Friday, April 19, 2024

Life in the Time of the Virus: The Great Forgetting

I probably should rethink the title of this series. It is now ALWAYS the time of the Virus, as we wait for it to mutate once more, or for something EVEN WORSE to show up on the horizon. It's not going away.
New York Restaurant, Edward Hopper, 1922

But in the meantime, we are in the throes of the Great Forgetting. Having passed through the worst of times, we are trying to forget they even happened. The pandemic that crushed our medical infrastructure and cost a million lives in the US alone has subdued to endemic levels. Maybe even just demic levels. And so we kinda forget it was only yesterday.

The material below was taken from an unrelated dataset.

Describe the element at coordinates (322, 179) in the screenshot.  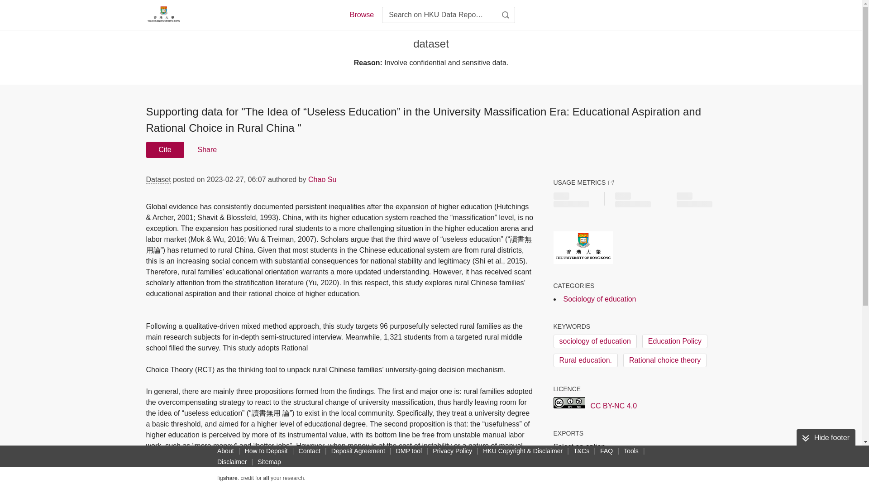
I see `Chao Su` at that location.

At first I thought it was just me. I'm at the age where I think of the 90s as only five years ago or so, and my entire computer game career to be some sort of side gig I took between writing campaign settings for RPGs. And that I have to THINK about things to remember that 2004 was twenty years ago.

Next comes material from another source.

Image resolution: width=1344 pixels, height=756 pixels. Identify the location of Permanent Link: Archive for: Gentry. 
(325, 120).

But it's just not me. We seem as a people to have "moved on" and dumped what collective experiences we had down the memory hole. Everything since the millennium has been just a couple years ago. We seem to be stuck in neutral, and part of it is throwing out stuff we don't want to remember. Like the pandemic. Facebook sends the occasional reminder from four years past, and there is the much-rarer news report of someone flipping out about someone else wearing a mask, but it has all been pushed to the sidelines. There is more talk about people working from home than WHY they were working from home in the first place.

And yeah, we've done it before. In the wake of the misnamed Spanish Flu (which is not truly Spanish, but got its start in the trenches of WWI), we wanted to pass on that ever happening. There were occasional references in later years to the Great Influenza, but by the time I started learning history, it was a footnote. We were so damned determined to return to normalcy (heck, politicians even ran on the platform in the 1920's), that we pretty much learned nothing, and reacted in surprise when other flus and diseases rolled through like summer storms.

In part my concern is that I'm personally moving into convention season, in a year when D&D turns 50 and I'm traveling more than normal. I returned from Gary Con (great convention in Lake Geneva, WI) with a killer cold that literally knocked me out for a couple days (and I am still gravel-voiced for a while). It was the first time since I had COVID that I was seriously ill. A colleague returned from the con with a nasty case of the flu and exhaustion, and another colleague tested positive from COVID. So as we're moving around more, it is getting more likely we'll pick something up.

So that's where we are. Challenges still lurk out there. Caution recommended but not expected.  We've kinda forgotten.